Commentary

Can IAB Europe Save Programmatic From GDPR?

There is absolutely no doubt that IAB Europe has gone to great lengths to tighten up its Transparency and Consent Framework (TCF) to ensure programmatic advertising can be GDPR compliant. Multi-agency meetings with regulators and practitioners have been held and it's clear that the second iteration has a lot going for it.

The trouble is that if you read the coverage on Campaign today, it is hard to see how it can assuage the concern that led the ICO, the UK's data privacy watchdog, to "call out" Real Time Bidding and programmatic advertising just two months ago for failing to comply with GDPR. The reason for this is clear for all to see. Nobody can remember giving their consent for any of this to happen, for the very good reason that it is possible they were never asked properly.

To quickly sum up, GDPR needs people to give informed, granular consent to each use of their data. There is the possibility for companies to get around this by saying it is a "legitimate interest" of the business to use their data, but it's stretching the definition somewhat to apply this to targeted advertising.

It also doesn't apply to any data that might relate to sensitive information, such as religious and political views, trade union member or a person's health.

So, version two of the TCF rightly puts more effort into ensuring that people are more in control of their data. Everything would appear to be fine. The ICO had to fire a warning shot, but now we can rest assured that version two of the TCF will be in place by next spring, when Google will be signing up -- and that means everything should be fine.

Only, as I say, read the comments in today's marketing press, and you see it isn't. In fact, with a strict reading of the GDPR, it's hard to see how it ever could be.

The most obvious point, as one campaigner tells Campaign today, it that it is impossible for people to give informed consent because the person asking for the consent cannot be clear on what data is involved and whom it will be shared with -- both prerequisites of gaining legal consent.

Another problem comes with those sensitive data sets. Can every advertising business really expect to ask users for permission to hold data about their religion and health? If given a truly transparent consent request, surely everybody would just say "no." 

One possible solution will be for advertising networks and ad-tech companies to stop processing any data around sensitive categories, but exactly what that means for the health and insurance industries, to name just two, is anyone's guess.

Data could be anonymised so it is no longer personal, but my reading is that if data has been strung together by combining knowledge about a person because they are logged in to a service -- such as Google -- then the data is still personally identifiable. It might take a lawyer who is far more clever than I to argue the counter point, but a cautious reading of the law is to assume that if you collected data about a person when you knew who they are were, it is problematic to then pretend you don't know who they are.

If the data comes from cookies and is anonymised, then advertisers will have to concede that the clock is ticking on the lifetime of the cookie that is being blocked by browsers and is limited to the desktop. 

It is not all bad news -- senior executives are greeting the new guidelines as a step in the right direction that should give the sector renewed confidence.

It's hard to tell what the real story will turn out to be. Will clear consent guidelines work? The more difficult question is whether it is actually ever possible to gain GDPR compliant permissions for RTB and programmatic to work.

The ICO has given the industry until around Christmas or New Year to clear up the issue. There is the potential that deadline could be pushed back a few months to see how the new TCF works.

What is for sure is that this is undoubtedly a conundrum that will go on and on. Perhaps completely anonymised data sets which never touch on sensitive categories is the way forward -- a compromise both sides could live with?

We'll know more when the ICO revisits its request for end-of-year action. This truly is a fascinating thing to watch unfold.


Task requirements -> List every line below containing "ticks".

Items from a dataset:
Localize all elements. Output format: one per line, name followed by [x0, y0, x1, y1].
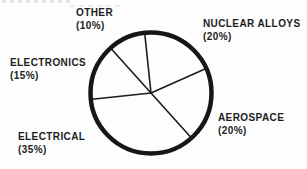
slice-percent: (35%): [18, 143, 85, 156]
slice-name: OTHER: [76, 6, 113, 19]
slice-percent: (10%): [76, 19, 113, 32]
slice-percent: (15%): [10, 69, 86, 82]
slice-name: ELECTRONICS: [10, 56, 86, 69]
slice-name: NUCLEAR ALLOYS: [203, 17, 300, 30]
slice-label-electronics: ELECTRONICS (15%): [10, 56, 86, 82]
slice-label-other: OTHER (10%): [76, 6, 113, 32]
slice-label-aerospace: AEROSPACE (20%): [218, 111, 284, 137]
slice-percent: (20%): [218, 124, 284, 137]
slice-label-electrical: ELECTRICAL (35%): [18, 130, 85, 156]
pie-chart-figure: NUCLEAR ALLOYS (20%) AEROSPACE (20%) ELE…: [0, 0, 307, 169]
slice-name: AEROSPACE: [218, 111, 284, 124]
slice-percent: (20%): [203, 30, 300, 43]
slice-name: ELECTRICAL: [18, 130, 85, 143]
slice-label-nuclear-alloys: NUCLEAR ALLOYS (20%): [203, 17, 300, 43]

* * *

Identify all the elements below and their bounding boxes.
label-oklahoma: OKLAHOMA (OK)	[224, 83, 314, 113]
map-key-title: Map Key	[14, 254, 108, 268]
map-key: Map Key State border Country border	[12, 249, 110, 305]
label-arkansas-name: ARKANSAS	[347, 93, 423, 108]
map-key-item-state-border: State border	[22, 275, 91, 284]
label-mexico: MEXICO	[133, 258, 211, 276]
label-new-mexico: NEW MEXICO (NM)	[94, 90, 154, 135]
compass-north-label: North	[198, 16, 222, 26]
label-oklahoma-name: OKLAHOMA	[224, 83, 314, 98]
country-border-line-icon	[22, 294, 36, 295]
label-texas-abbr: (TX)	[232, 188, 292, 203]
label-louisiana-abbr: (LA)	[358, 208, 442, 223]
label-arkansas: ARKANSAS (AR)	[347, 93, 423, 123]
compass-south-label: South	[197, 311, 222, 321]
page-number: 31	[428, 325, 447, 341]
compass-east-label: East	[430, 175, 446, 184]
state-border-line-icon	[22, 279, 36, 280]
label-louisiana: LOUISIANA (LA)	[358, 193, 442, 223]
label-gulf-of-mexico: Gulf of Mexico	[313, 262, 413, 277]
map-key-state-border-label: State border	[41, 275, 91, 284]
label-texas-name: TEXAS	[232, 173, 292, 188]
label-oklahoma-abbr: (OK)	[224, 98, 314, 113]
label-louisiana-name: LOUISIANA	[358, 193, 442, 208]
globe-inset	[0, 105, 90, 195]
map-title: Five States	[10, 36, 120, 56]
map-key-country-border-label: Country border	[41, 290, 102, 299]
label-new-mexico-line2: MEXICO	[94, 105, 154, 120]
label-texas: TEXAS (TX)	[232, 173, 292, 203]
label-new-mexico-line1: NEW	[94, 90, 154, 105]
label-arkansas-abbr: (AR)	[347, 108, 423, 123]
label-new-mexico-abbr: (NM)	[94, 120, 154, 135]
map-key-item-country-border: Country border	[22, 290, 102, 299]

...

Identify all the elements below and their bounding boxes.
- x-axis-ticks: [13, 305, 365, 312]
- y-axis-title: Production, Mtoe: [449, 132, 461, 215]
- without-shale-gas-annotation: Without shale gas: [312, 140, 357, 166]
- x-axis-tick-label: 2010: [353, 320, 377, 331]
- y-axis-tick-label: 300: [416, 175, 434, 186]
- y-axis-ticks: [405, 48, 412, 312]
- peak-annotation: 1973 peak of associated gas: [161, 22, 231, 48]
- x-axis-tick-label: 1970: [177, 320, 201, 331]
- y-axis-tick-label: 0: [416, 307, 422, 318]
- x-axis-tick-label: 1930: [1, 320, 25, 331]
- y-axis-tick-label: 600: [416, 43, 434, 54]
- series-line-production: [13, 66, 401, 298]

Solution for this exercise ->
- x-axis-ticks: [13, 305, 365, 312]
- y-axis-ticks: [405, 48, 412, 312]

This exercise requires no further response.